AMD Ryzen 4000 Mobile APUs
Comments Locked

406 Comments

View All Comments

  • Hul8 - Friday, January 10, 2020 - link

    Obviously in terms of the overall laptop design (cooling and thermal insulation or component placement for comfort), but for the APU itself, it's just that the firmware (included in the BIOS/UEFI) tells it to run at whatever cTDP setting is required - range of 10 - 25W is available for the 4000 U-series.
  • yankeeDDL - Thursday, January 9, 2020 - link

    It makes sense. I suppose there's no real counterpart from AMD to nVidia dGPU on mobile. Yet.
  • Gonemad - Tuesday, January 7, 2020 - link

    This generation should bury water-cooling, and 15W should allow even passive cooling in thin designs.
    I'd risk someone has the gumption to slap one of these in a phone.
    Intel has to be squirming in their chairs right now.
  • Zizo007 - Thursday, January 9, 2020 - link

    You need to be under 10W for passive cooling in a small and crowded compartment such as a laptop. Phones have 5W TDP. 15W is perfect for a laptop, I find 45W a lot and cause overheating like my 4820HQ reaching 90C.
  • Sub31 - Friday, January 10, 2020 - link

    My Firepro W7100 reaches 98C under regular use - doesn't even ramp the fan over 70%. Got the thing recycled - miracle it's still alive
  • yeeeeman - Tuesday, January 7, 2020 - link

    These are very nice products from AMD and I am pretty sure they will sell and raise AMDs image in the notebook market.
    Still, we need to see where they stand with these products because their handicap on mobile was much bigger than in desktop and mobile is a different market where efficiency is paramount.
    H series will sell well with gamers, maybe not being the definitive choice for gamers (lower max boost speeds means lower gaming perf) but we need to see reviews.
    U series also is interesting but here it all depends if they can get the idle power consumption under control. Thin and light laptops are called like that for a reason. People buy them to use them during travel and battery life is paramount. Not threads, not even absolute performance, but battery life and small things like sleep battery drain, sleep on/off speed, things that AMD is not usually great with (not even Intel, but they did improve massively with Ice lake).
  • SolarBear28 - Tuesday, January 7, 2020 - link

    Wow, a well reasoned and balanced comment! Someday in the distant future I dream these will outnumber the argumentative troll posts...

    oh who am I kidding lol
  • Zizo007 - Thursday, January 9, 2020 - link

    Intel high end mobile CPUs are capped at 4Ghz and do not reach 4.5Ghz, users at Tomshardware are reporting this issue. Let see if AMD manages to reach 4.2Ghz as they claim, if they do, they will also be faster in single threaded loads than i9 10th gen.
  • 5080 - Tuesday, January 7, 2020 - link

    Now it's time for Microsoft to announce an upgraded Surface that sports the new Ryzen 7 4800U!
  • Spunjji - Tuesday, January 7, 2020 - link

    It's a real bugger that their product cycle aligns so poorly with AMD's products...

    That said, they're still selling a Surface Book 2 with a GTX 1060 in it. Maybe they've been waiting to build the Surface Book 3 with a 4800U and an RX 5600M in it... we can dream, eh?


— WHAT YOU HAVE TO DO —
Ignoring every picture, transcribe the data in full as it stands.

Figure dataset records
※
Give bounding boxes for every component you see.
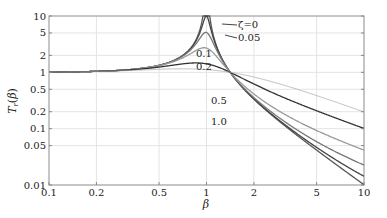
y-tick-label: 10 xyxy=(33,11,46,22)
annotation-label: ζ=0 xyxy=(238,19,258,30)
x-tick-label: 0.2 xyxy=(88,187,104,198)
y-axis-ticks: 0.010.050.10.20.512510 xyxy=(24,11,364,191)
annotation-label: 0.5 xyxy=(211,95,227,106)
y-tick-label: 0.05 xyxy=(24,140,46,151)
grid-lines xyxy=(49,16,364,185)
y-tick-label: 0.1 xyxy=(30,123,46,134)
y-tick-label: 0.2 xyxy=(30,106,46,117)
x-tick-label: 0.5 xyxy=(151,187,167,198)
annotation-label: 0.1 xyxy=(196,48,212,59)
annotation-label: 1.0 xyxy=(211,116,227,127)
x-axis-label: β xyxy=(202,198,209,211)
x-tick-label: 2 xyxy=(251,187,257,198)
svg-text:Tr(β): Tr(β) xyxy=(6,88,20,114)
annotation-label: 0.2 xyxy=(196,61,212,72)
annotation-label: 0.05 xyxy=(238,32,260,43)
y-tick-label: 1 xyxy=(40,67,46,78)
y-tick-label: 2 xyxy=(40,50,46,61)
x-tick-label: 10 xyxy=(358,187,371,198)
curve-annotations: ζ=00.050.10.20.51.0 xyxy=(196,19,260,127)
y-tick-label: 0.5 xyxy=(30,84,46,95)
x-tick-label: 1 xyxy=(203,187,209,198)
transmissibility-chart: 0.10.20.512510 0.010.050.10.20.512510 ζ=… xyxy=(0,0,387,218)
y-tick-label: 0.01 xyxy=(24,180,46,191)
y-axis-label: Tr(β) xyxy=(6,88,20,114)
y-tick-label: 5 xyxy=(40,27,46,38)
x-axis-ticks: 0.10.20.512510 xyxy=(41,182,370,198)
x-tick-label: 5 xyxy=(313,187,319,198)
※
— WRITTEN ANSWER —
Give bounding boxes for every component you see.
y-tick-label: 10 xyxy=(33,11,46,22)
annotation-label: ζ=0 xyxy=(238,19,258,30)
x-tick-label: 0.2 xyxy=(88,187,104,198)
y-axis-ticks: 0.010.050.10.20.512510 xyxy=(24,11,364,191)
annotation-label: 0.5 xyxy=(211,95,227,106)
y-tick-label: 0.05 xyxy=(24,140,46,151)
grid-lines xyxy=(49,16,364,185)
y-tick-label: 0.1 xyxy=(30,123,46,134)
y-tick-label: 0.2 xyxy=(30,106,46,117)
x-tick-label: 0.5 xyxy=(151,187,167,198)
annotation-label: 0.1 xyxy=(196,48,212,59)
annotation-label: 1.0 xyxy=(211,116,227,127)
x-axis-label: β xyxy=(202,198,209,211)
x-tick-label: 2 xyxy=(251,187,257,198)
svg-text:Tr(β): Tr(β) xyxy=(6,88,20,114)
annotation-label: 0.2 xyxy=(196,61,212,72)
annotation-label: 0.05 xyxy=(238,32,260,43)
y-tick-label: 1 xyxy=(40,67,46,78)
y-tick-label: 2 xyxy=(40,50,46,61)
x-tick-label: 10 xyxy=(358,187,371,198)
curve-annotations: ζ=00.050.10.20.51.0 xyxy=(196,19,260,127)
y-tick-label: 0.5 xyxy=(30,84,46,95)
x-tick-label: 1 xyxy=(203,187,209,198)
transmissibility-chart: 0.10.20.512510 0.010.050.10.20.512510 ζ=… xyxy=(0,0,387,218)
y-tick-label: 0.01 xyxy=(24,180,46,191)
y-axis-label: Tr(β) xyxy=(6,88,20,114)
y-tick-label: 5 xyxy=(40,27,46,38)
x-axis-ticks: 0.10.20.512510 xyxy=(41,182,370,198)
x-tick-label: 5 xyxy=(313,187,319,198)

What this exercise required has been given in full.